The Republican Party is responsible for this problem. Taking anyone or anything hostage is an impotent gesture unless the threat is credible, and Republicans may be willing to take the economy down if Democrats don’t meet their demands for policy which would slice and dice Americans who need Social Security and Medicare. As Kasparian probably understands, Republicans may go on and on about critical race theory, trans athletes, or the other sexy issue of the moment, but they keep their eye on the prize, consolidation of wealth for the donor class.

The Republican Party is responsible for this problem. Taking anyone or anything hostage is an impotent gesture unless the threat is credible, and Republicans may be willing to take the economy down if Democrats don’t meet their demands for policy which would slice and dice Americans who need Social Security and Medicare.

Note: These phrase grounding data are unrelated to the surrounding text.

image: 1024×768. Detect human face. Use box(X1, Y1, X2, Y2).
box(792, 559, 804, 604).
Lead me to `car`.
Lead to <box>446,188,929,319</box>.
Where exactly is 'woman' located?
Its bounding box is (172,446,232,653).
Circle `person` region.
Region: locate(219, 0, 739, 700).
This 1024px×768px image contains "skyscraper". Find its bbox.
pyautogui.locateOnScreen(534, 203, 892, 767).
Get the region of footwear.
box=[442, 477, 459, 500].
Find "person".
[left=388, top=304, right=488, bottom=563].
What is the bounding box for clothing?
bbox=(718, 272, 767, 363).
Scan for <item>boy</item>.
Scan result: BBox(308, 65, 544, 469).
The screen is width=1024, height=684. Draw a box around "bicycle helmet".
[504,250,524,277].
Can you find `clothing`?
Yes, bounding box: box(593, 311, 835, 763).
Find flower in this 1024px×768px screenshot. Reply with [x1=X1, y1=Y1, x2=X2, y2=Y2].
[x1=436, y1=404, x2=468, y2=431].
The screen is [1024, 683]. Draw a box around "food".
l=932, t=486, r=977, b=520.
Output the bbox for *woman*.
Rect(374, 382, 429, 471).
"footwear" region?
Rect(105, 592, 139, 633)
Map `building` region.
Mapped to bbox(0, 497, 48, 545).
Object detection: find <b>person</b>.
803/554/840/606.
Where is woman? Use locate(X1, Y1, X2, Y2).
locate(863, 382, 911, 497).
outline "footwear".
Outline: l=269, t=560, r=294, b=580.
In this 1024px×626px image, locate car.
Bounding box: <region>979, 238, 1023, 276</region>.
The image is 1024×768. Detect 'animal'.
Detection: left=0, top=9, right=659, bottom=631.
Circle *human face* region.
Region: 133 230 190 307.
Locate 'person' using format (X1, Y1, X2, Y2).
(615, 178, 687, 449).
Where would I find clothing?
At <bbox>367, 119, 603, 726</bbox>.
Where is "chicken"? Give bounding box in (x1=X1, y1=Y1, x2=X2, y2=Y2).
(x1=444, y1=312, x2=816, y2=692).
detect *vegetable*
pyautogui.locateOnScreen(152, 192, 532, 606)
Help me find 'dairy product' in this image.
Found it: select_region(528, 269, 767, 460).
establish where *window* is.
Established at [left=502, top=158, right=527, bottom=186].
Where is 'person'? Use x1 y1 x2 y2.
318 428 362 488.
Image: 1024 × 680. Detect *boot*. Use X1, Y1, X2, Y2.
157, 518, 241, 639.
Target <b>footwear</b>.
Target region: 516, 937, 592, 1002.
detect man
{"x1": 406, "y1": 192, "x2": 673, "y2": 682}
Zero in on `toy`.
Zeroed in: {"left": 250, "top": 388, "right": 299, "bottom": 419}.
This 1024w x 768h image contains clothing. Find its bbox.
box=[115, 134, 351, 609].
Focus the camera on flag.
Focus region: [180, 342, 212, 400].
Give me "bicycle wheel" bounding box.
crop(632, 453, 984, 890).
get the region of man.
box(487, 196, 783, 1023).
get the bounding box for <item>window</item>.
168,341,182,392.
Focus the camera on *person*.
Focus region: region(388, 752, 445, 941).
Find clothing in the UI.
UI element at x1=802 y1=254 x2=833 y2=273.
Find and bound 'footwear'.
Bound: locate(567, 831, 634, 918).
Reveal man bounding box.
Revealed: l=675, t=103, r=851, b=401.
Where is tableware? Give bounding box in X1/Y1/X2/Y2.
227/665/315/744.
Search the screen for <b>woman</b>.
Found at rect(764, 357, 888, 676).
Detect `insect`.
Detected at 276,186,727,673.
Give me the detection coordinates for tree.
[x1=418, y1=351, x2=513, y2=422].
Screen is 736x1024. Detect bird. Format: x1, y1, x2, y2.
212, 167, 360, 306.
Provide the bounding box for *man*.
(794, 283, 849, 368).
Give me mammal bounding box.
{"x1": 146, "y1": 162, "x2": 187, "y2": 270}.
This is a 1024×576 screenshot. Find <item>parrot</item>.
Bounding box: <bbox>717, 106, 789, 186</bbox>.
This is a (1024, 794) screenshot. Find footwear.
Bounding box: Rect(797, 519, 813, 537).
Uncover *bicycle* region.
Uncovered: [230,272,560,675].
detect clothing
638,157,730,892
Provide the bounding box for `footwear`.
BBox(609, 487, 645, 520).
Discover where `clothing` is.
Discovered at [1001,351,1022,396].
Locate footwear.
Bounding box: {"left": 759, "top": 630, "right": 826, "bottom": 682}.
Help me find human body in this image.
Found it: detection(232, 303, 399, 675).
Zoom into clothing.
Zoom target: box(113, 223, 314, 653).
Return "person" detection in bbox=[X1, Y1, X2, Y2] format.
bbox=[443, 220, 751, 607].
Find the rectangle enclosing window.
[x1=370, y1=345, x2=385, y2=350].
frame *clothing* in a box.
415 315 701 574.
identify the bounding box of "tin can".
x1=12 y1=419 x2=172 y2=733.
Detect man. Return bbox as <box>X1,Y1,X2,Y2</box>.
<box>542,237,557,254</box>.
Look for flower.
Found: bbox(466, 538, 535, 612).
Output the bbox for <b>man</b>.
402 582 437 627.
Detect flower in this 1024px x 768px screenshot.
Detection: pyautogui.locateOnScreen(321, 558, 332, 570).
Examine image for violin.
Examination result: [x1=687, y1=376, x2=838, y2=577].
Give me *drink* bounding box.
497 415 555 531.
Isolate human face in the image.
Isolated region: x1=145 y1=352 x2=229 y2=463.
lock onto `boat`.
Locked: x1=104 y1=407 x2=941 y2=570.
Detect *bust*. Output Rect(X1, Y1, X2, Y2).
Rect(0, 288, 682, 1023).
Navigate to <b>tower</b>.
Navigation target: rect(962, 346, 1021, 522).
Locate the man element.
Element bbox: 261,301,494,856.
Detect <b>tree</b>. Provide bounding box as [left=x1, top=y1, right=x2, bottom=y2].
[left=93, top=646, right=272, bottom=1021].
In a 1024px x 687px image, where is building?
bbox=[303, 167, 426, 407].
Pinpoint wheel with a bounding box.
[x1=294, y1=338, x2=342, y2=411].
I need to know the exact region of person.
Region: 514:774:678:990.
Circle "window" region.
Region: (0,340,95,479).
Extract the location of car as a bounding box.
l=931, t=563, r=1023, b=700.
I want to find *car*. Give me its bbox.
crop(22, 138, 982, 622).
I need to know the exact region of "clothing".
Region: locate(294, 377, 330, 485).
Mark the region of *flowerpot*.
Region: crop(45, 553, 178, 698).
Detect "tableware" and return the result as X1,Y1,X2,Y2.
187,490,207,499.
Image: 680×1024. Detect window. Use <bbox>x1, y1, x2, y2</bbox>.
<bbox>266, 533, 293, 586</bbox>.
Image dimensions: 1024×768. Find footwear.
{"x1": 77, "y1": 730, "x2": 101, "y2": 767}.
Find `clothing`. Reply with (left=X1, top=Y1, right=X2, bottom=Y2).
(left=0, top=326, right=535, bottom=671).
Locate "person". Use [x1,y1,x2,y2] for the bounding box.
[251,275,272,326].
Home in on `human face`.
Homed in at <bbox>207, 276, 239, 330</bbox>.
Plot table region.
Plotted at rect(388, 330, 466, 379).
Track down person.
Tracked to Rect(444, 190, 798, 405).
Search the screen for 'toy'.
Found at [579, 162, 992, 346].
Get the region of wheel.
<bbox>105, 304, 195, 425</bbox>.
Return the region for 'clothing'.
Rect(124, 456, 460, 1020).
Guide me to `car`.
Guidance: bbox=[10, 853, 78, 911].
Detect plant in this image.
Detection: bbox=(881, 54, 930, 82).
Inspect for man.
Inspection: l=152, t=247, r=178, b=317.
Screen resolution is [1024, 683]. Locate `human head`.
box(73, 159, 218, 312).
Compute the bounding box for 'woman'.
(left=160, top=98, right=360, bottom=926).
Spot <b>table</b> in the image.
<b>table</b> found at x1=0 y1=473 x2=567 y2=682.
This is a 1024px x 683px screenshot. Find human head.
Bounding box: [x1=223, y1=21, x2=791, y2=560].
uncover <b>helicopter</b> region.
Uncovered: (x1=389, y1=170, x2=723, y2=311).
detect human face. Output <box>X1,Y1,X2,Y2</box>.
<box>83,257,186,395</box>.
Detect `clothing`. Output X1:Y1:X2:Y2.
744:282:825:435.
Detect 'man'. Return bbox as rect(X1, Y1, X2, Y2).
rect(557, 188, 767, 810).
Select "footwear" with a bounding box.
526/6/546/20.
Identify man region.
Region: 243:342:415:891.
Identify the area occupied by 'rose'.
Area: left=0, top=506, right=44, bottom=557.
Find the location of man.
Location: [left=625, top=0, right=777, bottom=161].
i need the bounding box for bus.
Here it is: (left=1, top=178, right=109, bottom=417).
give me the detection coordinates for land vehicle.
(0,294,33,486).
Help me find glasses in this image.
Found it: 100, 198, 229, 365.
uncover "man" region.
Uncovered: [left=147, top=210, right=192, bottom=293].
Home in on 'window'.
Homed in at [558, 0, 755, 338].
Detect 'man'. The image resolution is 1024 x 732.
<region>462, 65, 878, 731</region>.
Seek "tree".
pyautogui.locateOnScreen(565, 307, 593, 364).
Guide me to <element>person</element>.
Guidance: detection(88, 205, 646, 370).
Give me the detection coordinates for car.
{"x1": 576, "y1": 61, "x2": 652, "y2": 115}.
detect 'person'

But, hey, priorities are priorities. Democrats, who would like to protect the country from the mischief Republicans are planning, nonetheless focus on cultural issues of race and sex to keep their own base of voters engaged .  And there are fewer greater priorities for them than making sure that the sanctity of a same-sex marriage is respected. 

Now, if the Supreme Court takes up those unions, rules that states may prohibit them, and conservative states such as Mississippi re-institute a ban, the marriage of a couple which decides to move from Massachusetts to Mississippi would still be recognized. And if next year the economy tanks or earned benefits plummet, we can still celebrate Amy Klobuchar’s tweet, triumphantly.